Download PDF file to read full text:

Edward J Horgan – United Nations Reform PDF

__________________________________________________

Extracts from Dr Edward Horgan’s Ph.D. Thesis

Dr. Edward Horgan Is one of the founding members of Veterans Global Peace Network (www.vgpn.org) which is an alliance of veterans’ organisations and individuals representing former soldiers from many countries who wish to work together for the common purpose of promoting global peace. He is a former member of the Irish Defence Forces and has served as a UN military peacekeeper and has also worked on election observation missions with the UN, OSCE, EU and the Carter Centre. The International Neutrality Project is being established in order to oppose wars of aggression by encouraging as many countries as possible to adopt policies of positive active neutrality whereby genuine defence of one’s own country is allowed but wars of aggression against other countries and participation in military alliances are not allowed. The ongoing crisis in Ukraine is just one example where promoting peace and neutrality is the best alternative to threatening and causing wars of aggression. Positive active neutrality also means promoting global peace and justice. Peace without justice is just a temporary ceasefire.


Tags:

This article originally appeared on Transcend Media Service (TMS) on 14 Feb 2022.

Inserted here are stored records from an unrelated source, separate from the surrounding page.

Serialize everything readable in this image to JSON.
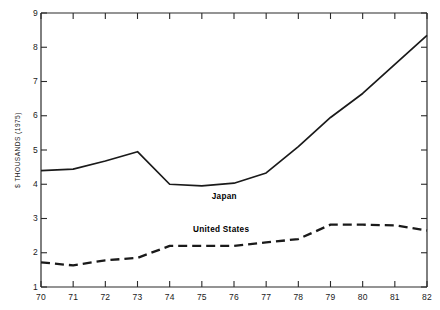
{
  "chart_data": {
    "type": "line",
    "title": "",
    "subtitle": "",
    "xlabel": "",
    "ylabel": "$ THOUSANDS (1975)",
    "x": [
      70,
      71,
      72,
      73,
      74,
      75,
      76,
      77,
      78,
      79,
      80,
      81,
      82
    ],
    "xtick_labels": [
      "70",
      "71",
      "72",
      "73",
      "74",
      "75",
      "76",
      "77",
      "78",
      "79",
      "80",
      "81",
      "82"
    ],
    "ytick_labels": [
      "1",
      "2",
      "3",
      "4",
      "5",
      "6",
      "7",
      "8",
      "9"
    ],
    "ytick_values": [
      1,
      2,
      3,
      4,
      5,
      6,
      7,
      8,
      9
    ],
    "xlim": [
      70,
      82
    ],
    "ylim": [
      1,
      9
    ],
    "grid": false,
    "legend_position": "inline-annotation",
    "series": [
      {
        "name": "Japan",
        "style": "solid",
        "color": "#1a1a1a",
        "values": [
          4.4,
          4.44,
          4.68,
          4.95,
          4.0,
          3.95,
          4.03,
          4.33,
          5.1,
          5.95,
          6.65,
          7.5,
          8.35
        ],
        "annotation": "Japan",
        "annotation_x": 75.7,
        "annotation_y": 3.58
      },
      {
        "name": "United States",
        "style": "dashed",
        "color": "#1a1a1a",
        "values": [
          1.72,
          1.63,
          1.78,
          1.85,
          2.2,
          2.2,
          2.2,
          2.3,
          2.4,
          2.82,
          2.82,
          2.8,
          2.65
        ],
        "annotation": "United States",
        "annotation_x": 75.6,
        "annotation_y": 2.62
      }
    ]
  },
  "axes": {
    "y_axis_name": "y-axis",
    "x_axis_name": "x-axis"
  }
}
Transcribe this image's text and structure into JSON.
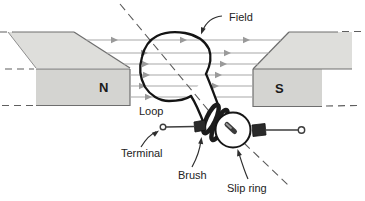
{
  "diagram": {
    "poles": {
      "left": "N",
      "right": "S"
    },
    "labels": {
      "field": "Field",
      "loop": "Loop",
      "terminal": "Terminal",
      "brush": "Brush",
      "slip_ring": "Slip ring"
    },
    "colors": {
      "background": "#ffffff",
      "magnet_top": "#dededb",
      "magnet_front": "#d4d4d1",
      "magnet_edge": "#6e6e6e",
      "field_line": "#a8a8a8",
      "ink": "#1a1a1a",
      "label_text": "#232323"
    }
  }
}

Anticopyright: Editorials and articles originated on TMS may be freely reprinted, disseminated, translated and used as background material, provided an acknowledgement and link to the source, TMS: The United Nations: Beyond Reform?, is included. Thank you.

If you enjoyed this article, please donate to TMS to join the growing list of TMS Supporters.

Share this article:

Creative Commons License
This work is licensed under a CC BY-NC 4.0 License.

One Response to “The United Nations: Beyond Reform?”

  1. Grand Design for Universal Peace Education for Global Good Governance through the New UN
    By Surya Nath Prasad, Ph.D. –TRANSCEND Media Service
    https://www.transcend.org/tms/2018/04/grand-design-for-universal-peace-education-for-global-good-governance-through-the-new-un/

    Education in all and education for all is a must for justice and peace. Education in all means education for all the five elements, viz. body, vitality, mind, intellect and spirit, universally inherent in every man and woman everywhere without any discrimination. Perpetual integral manifestation of all these elements enables the learners to be just and peaceful. Partial unfoldment of these elements makes them unjust and violent. And non-unfoldment of all these elements leads them to be slaves.